Use honesty to your advantage

Because we live in the real world where something always goes wrong, we instinctively don’t trust perfection and believe there must be a hidden fault.

🧁 Apply behavioural science to your copy by admitting a flaw.

Share a tangible example of where you ‘fall short’: what makes us human is our vulnerabilities – the audience will appreciate your honesty and feel compelled to help.


Learn the art of gentle persuasion

The way you present information affects how readers interpret it.

🧁 Apply behavioural science to your copy by framing information in the right way.

Hook the ‘innovators’ and ‘early adopters’ with exclusivity:Only 3 available’ or ’Only 1 in 10 people can…’.

Hook the ‘late majority’ with social proof:Join 2,000 subscribers…’ or ‘In studies, 9 out of 10 executives…’.

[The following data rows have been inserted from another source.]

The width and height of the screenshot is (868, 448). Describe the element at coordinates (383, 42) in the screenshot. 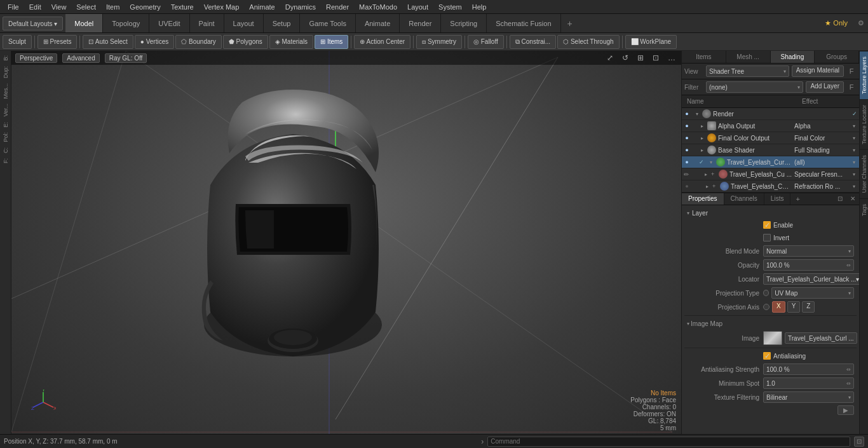

I see `action-center-button: ⊕ Action Center` at that location.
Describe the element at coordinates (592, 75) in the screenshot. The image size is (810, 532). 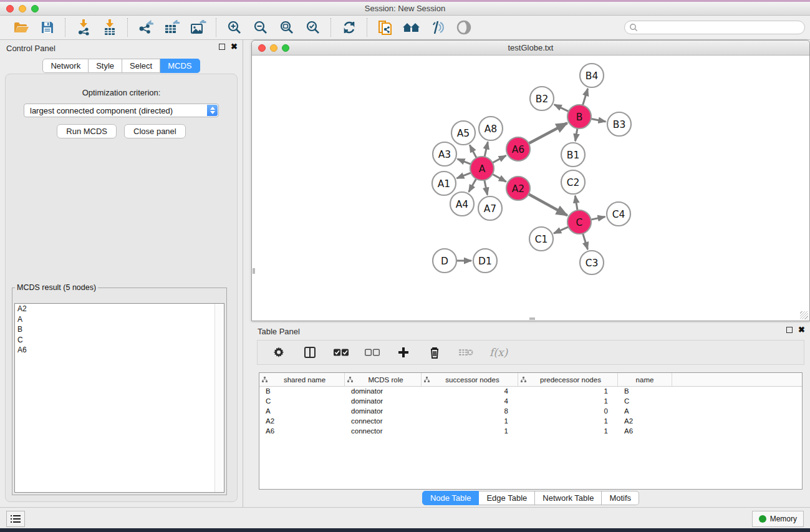
I see `graph-node-B4: B4` at that location.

Hook the ‘laggards’ with loss aversion:84% of digital transformations fail when you don’t do…’ or ‘The chance or receiving a regulatory fine is 73% unless…’.

Always use the power of 3: when presented with 3 options, we can’t help but be drawn to the middle one.


Make sure your message is seen and remembered

Copy should always be easy to read, easy to do, easy to remember, easy to believe. But when people can only process 7 bits of information (+/- 2) focus on minimalism to bring impact and authority.

🧁 Apply behavioural science to your copy in the way it looks.

Use the brain’s natural short cuts: people are more likely to believe something if it’s written in bold, or remember it if it rhymes.

Make an impression within intense verbiage: for example, ‘kill’ ‘eliminate’ ‘explosive’ ‘fierce’ ‘excessive’ ‘almighty’ ‘judge’ ‘adventurous’.

Facilitate skim reading: use headings to convey the key messages and use hyperlink text as call-to-actions to encourage conversions.